Mrs. Barnes flushed a deep, painful red. She is brown and weather-beaten, yet through the brownness spread unmistakeably this deep red. Obviously she had forgotten what she told me the other day about the boys all being foreigners.

'Let us not speak evil of the dead,' she said with awful solemnity; and for the rest of the walk would talk of nothing but the view.

But in my room to-night I have been thinking. There are guests and guests, and some guests haunt one. These guests are that kind. They wouldn't haunt me so much if only we could be really friends; but we'll never be really friends as long as I am kept from talking to Dolly and between us is fixed the rugged and hitherto unscaleable barrier of Mrs. Barnes. Perhaps to-morrow, if I have the courage, I shall make a great attempt at friendship,—at what Mrs. Barnes would call being thoroughly indiscreet. For isn't it senseless for us three women, up here alone together, to spend the precious days when we might be making friends for life hiding away from each other? Why can't I be told outright that Dolly married a German? Evidently she did; and if she could bear it I am sure I can. Twenty years ago it might have happened to us all. Twenty years ago I might have done it myself, except that there wasn't the German living who would have got me to go down a sheet for him. And anyhow Dolly's German is dead; and doesn't even a German leave off being one after he is dead? Wouldn't he naturally incline, by the sheer action of time, to dissolve into neutrality? It doesn't seem humane to pursue him into the recesses of eternity as an alien enemy. Besides, I thought the war was over.

For a long while to-night I have been leaning out of my window thinking. When I look at the stars I don't mind about Germans. It seems impossible to. I believe if Mrs. Barnes would look at them she wouldn't be nearly so much worried. It is a very good practice, I think, to lean out of one's window for a space before going to bed and let the cool darkness wash over one. After being all day with people, how blessed a thing it is not to be with them. The night to-night is immensely silent, and I've been standing so quiet, so motionless that I would have heard the smallest stirring of a leaf. But nothing is stirring. The air is quite still. There isn't a sound. The mountains seem to be brooding over a valley that has gone to sleep.

August 29th.

Antoine said to me this morning that he thought if ces dames—so he always speaks of Mrs. Barnes and Dolly—were going to stay any time, perhaps an assistant for Mrs. Antoine had better be engaged; because Mrs. Antoine might otherwise possibly presently begin to find the combination of heat and visitors a little—

'Of course,' I said. 'Naturally she might. I regret, Antoine, that I did not think of this. Why did you not point it out sooner? I will go myself this very day and search for an assistant.'

Antoine said that such exertions were not for Madame, and that it was he who would search for the assistant.

I said he couldn't possibly leave the chickens and the cow, and that it was I who would search for the assistant.

So that is what I have been doing all day—having a most heavenly time wandering from village to village along the mountain side, my knapsack over my arm and freedom in my heart. The knapsack had food in it and a volume of Crabbe, because it was impossible to tell how long the search might last, and I couldn't not be nourished. I explained to my guests how easily I mightn't be back till the evening, I commended them to the special attentiveness of the Antoines, and off I went, accompanied by Mrs. Barnes's commiseration that I should have to be engaged on so hot a day in what she with felicitous exactness called a domestic pursuit, and trying very hard not to be too evidently pleased.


__To do__. What you give back should be exactly the lines from the one with "surround person with a bounding box." through the final line of the material, pictures removed; please add nothing.

__Material provided__.

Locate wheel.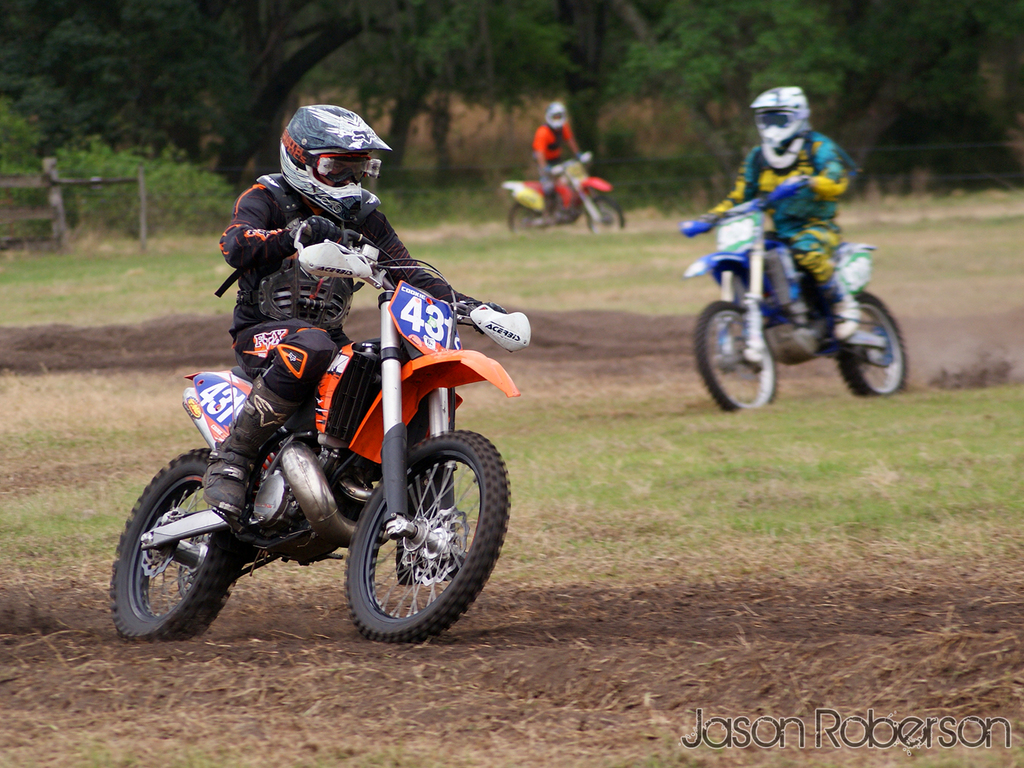
Bounding box: {"left": 346, "top": 426, "right": 509, "bottom": 646}.
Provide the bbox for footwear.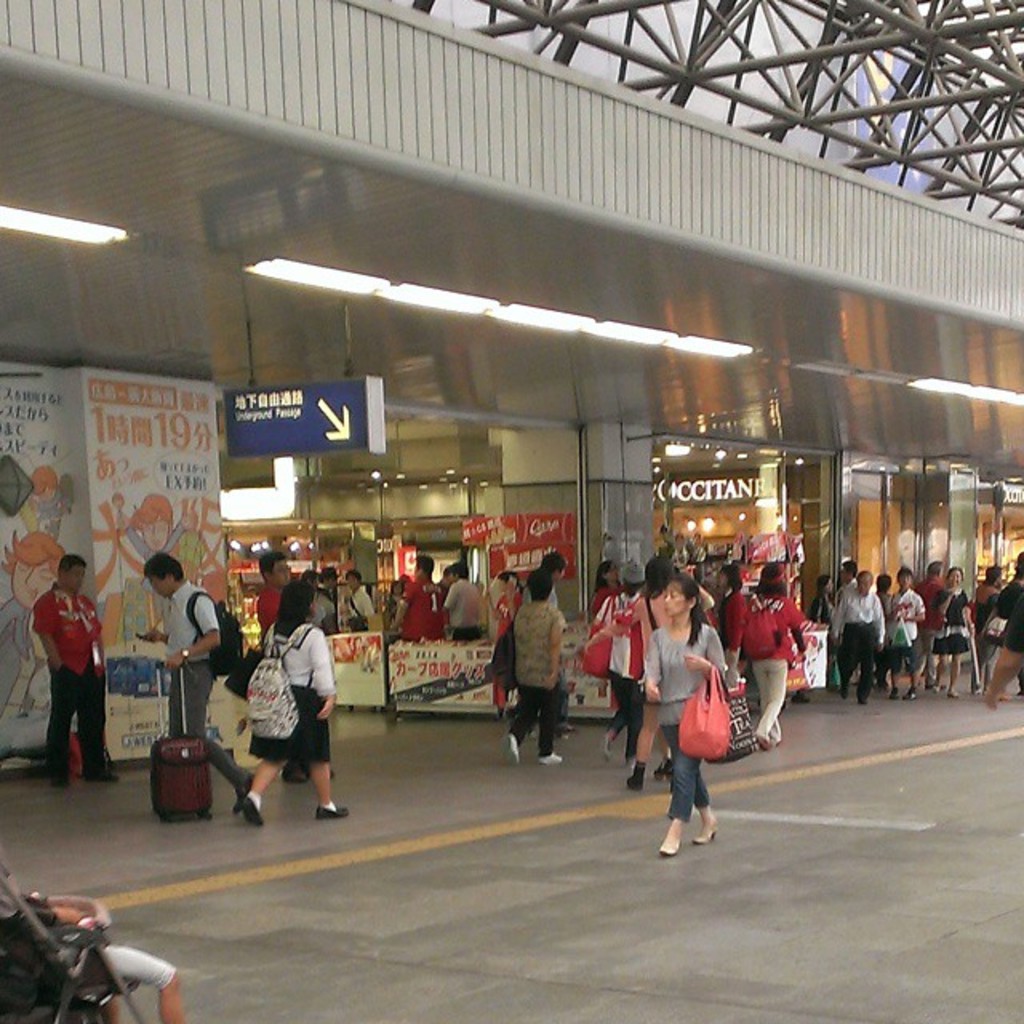
283,768,307,784.
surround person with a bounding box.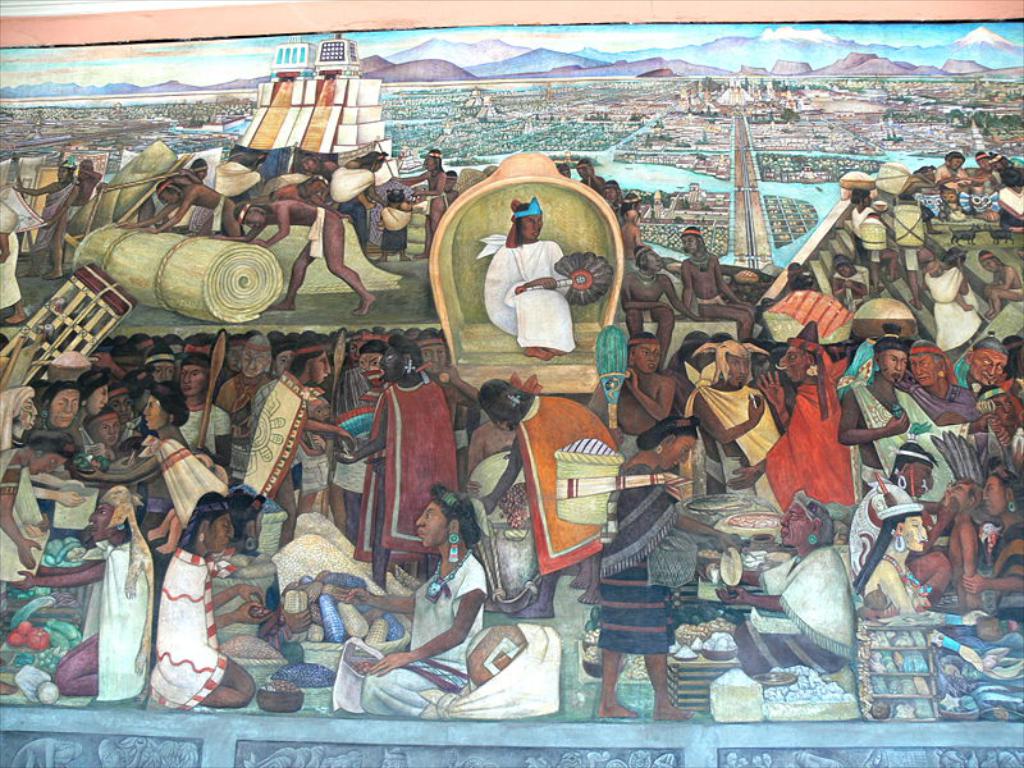
box=[294, 157, 344, 175].
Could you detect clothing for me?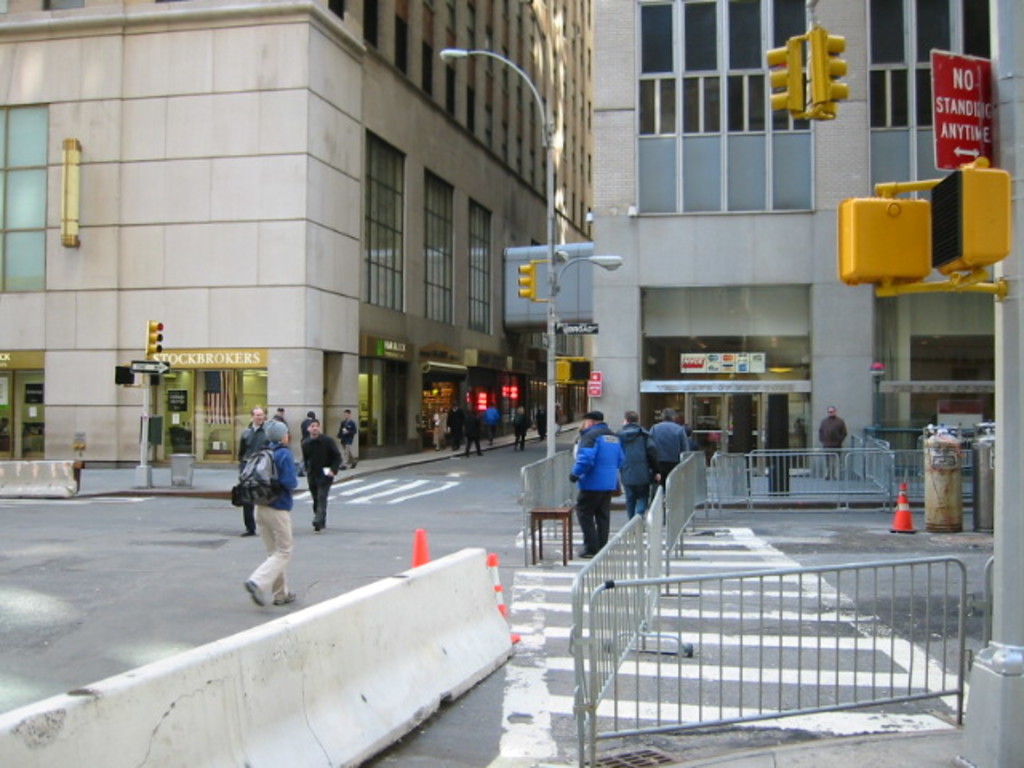
Detection result: (613,419,659,517).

__Result below__.
surround person with a bounding box.
box=[294, 157, 344, 175].
Could you detect clothing for me?
Detection result: (613,419,659,517).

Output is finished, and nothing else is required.